When the PM told that to MPs he could "almost hear the collective raspberry going up around Whitehall", he said.
Mr Blair's public statements in the run-up to war went beyond what a professional analyst would have concluded from the evidence, he said.
Today Mr Blair came under further pressure when former deputy chairman of the Joint Intelligence Committee Sir John Walker said it would be "quite customary" for intelligence organisations to issue corrections if their assessments were shown to be faulty by new information.
Asked if it would be normal for Mr Blair to issue such a correction, Sir John replied: "I would doubt that that would have happened, would it?"
Sir John raised serious concerns about the relations between the Government and the intelligence community in the run-up to the Iraq War.
He said: "I have never in my experience come across the JIC being used in this way before.
"It was clearly way outside the normal way in which the JIC operates.
"The normal run of the system should be that intelligence produces the information that it can from the information that it has and produces that information to Government and policy-makers.
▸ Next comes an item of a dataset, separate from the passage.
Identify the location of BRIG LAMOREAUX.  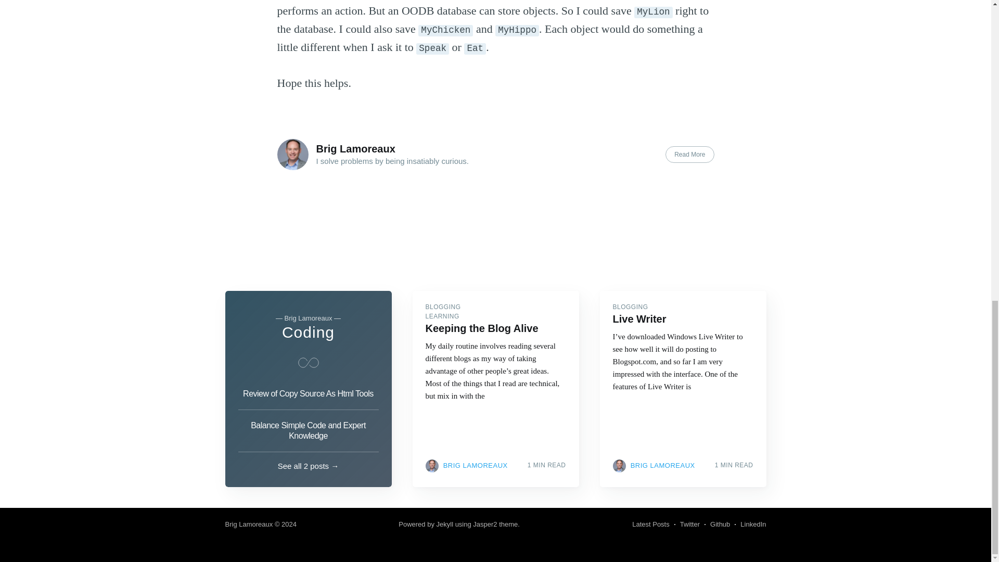
(475, 465).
It is intelligence into policy.
"The thing that does worry me about this, because of the dire results of it – let's face it, the nation went to war – is that that was reversed.
"It seems to me that policy was driving intelligence and that is an extremely dangerous thing to do as a nation-state."
Fresh speculation about Mr Blair's future was triggered by news that he had been on the verge of quitting last month and Cabinet ministers had appealed to him to soldier on.
Sources said the PM was now determined to stay after telling friends there was no deal to hand power to Chancellor Gordon Brown.
But Cabinet tensions were said to be "as bad as at any stage in recent years" at the start of a crucial week.
Opponents said the Government was "losing the plot" and either the PM or Chancellor must go.
The criticism came as Mr Brown prepared to set the scene for the coming General Election in today's three-year spending review.
Tory leader Michael Howard said: "Tensions at the top of Government have now got so great they are interfering in the good government we all want to see.
"So I think it is becoming increasingly clear that one or other of them has to go."
Liberal Democrat leader Charles Kennedy added: "This Government is losing the plot."
Cabinet colleagues who rallied round Mr Blair after it emerged he suffered a "long dark night of the soul" are said to have included John Reid, Charles Clarke, Tessa Jowell and Patricia Hewitt."